Two Surrey Civic Coalition (SCC) members on the Surrey Board of Education have quit the party to join a coalition of trustees, which will now consist of members from a broad political spectrum.

SCC members Laurie Larsen and Terry Allen quit the left-leaning slate Wednesday to join with free-enterprise members of the board and form a coalition called Surrey First Education.

The name and the concept are extremely similar to Mayor Dianne Watts' Surrey First team, which is made up of labour members – such as Barinder Rasode and Judy Villeneuve – as well as a host of centre and right-leaning members.

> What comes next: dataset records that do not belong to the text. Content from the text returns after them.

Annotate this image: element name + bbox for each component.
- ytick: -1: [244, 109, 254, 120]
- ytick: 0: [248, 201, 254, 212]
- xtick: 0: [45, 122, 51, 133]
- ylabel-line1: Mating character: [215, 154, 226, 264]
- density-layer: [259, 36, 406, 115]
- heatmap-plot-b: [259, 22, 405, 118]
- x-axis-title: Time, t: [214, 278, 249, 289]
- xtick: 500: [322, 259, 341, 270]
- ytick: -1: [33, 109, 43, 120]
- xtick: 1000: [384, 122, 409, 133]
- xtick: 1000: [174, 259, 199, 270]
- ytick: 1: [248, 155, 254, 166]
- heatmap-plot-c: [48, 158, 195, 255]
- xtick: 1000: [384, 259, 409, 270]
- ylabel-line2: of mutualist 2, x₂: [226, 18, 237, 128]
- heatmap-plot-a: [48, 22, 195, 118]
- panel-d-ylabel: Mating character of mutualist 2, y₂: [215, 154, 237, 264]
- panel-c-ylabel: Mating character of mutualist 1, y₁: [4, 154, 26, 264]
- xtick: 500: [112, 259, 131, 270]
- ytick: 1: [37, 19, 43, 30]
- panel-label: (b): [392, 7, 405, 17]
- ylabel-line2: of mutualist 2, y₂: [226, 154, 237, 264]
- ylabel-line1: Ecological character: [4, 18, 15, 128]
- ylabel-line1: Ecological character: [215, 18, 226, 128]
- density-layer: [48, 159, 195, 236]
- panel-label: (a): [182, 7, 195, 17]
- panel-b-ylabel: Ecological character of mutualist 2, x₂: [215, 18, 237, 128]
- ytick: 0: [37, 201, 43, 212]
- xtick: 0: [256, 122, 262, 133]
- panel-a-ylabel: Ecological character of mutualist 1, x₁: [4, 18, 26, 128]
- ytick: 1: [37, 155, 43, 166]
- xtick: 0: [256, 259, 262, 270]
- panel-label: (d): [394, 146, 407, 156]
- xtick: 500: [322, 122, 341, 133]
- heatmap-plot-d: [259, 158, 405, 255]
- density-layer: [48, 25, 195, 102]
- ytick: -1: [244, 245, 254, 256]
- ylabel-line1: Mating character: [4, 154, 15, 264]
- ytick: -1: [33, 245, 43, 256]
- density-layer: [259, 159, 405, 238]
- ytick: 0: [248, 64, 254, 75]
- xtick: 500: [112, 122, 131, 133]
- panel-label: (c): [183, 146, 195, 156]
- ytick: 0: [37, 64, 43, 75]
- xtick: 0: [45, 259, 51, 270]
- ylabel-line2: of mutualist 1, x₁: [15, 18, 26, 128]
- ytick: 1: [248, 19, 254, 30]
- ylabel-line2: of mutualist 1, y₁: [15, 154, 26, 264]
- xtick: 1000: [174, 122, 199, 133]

Larsen, also the president of the Canadian Union of Public Employees local 402 (which represents City of Surrey workers), said the decision was difficult at first.

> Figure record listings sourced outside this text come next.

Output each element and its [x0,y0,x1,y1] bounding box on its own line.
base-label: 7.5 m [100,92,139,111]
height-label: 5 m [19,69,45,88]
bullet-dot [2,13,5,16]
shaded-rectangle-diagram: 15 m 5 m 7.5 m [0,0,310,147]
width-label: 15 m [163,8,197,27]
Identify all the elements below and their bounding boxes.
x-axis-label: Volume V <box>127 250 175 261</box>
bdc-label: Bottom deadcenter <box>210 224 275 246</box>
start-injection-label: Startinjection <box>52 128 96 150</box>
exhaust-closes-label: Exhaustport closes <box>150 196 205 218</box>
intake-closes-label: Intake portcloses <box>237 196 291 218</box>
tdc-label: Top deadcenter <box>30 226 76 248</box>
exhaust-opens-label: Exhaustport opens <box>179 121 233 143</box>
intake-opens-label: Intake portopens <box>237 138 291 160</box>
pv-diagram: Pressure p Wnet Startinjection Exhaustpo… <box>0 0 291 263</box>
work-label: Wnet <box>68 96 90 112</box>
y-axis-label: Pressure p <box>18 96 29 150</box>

However, the more she thought of it, the more it felt right.

She remembers expecting partisan battles when first elected under the SCC banner in November 2008.

But that didn't happen.

She found some of the trustees who leaned to a different side of the political spectrum were extremely helpful.

"We just came together and decided we really do work well together," Larsen said Wednesday. "Terry (Allen) and I decided we really needed not to have a party influence on how we made decisions."

Larsen said while there wasn't politics in the boardroom, it still occurred at the executive level.

Sometimes, she said, the party indicates what "they feel you should or shouldn't be saying, and we'd just rather be free thinking."

Larsen and Allen join Trustees Shawn Wilson, Reni Masi and Pam Glass.

Wilson said the idea emphasizes what already occurs at the school board table.

"There's no backstabbing and knife-wielding at our board meetings," Wilson said.

SCC Trustee Ijaz Chatha was invited to join the group but declined.

Surrey Board of Eduation chairperson Laurae McNally will remain an independent representing White Rock.

The SCC is now reduced to Chatha on the board of education and Coun. Bob Bose on Surrey city council.

SCC president Stephanie Ryan called the departures a "betrayal of values" held within the party.

She said the two have now joined the "other side" which hasn't done anything for the abundance of portables in Surrey or pressuring the province for more funding.

"We think it's a mistake for them to join a team that hasn't gotten anything done for education in Surrey," Ryan said.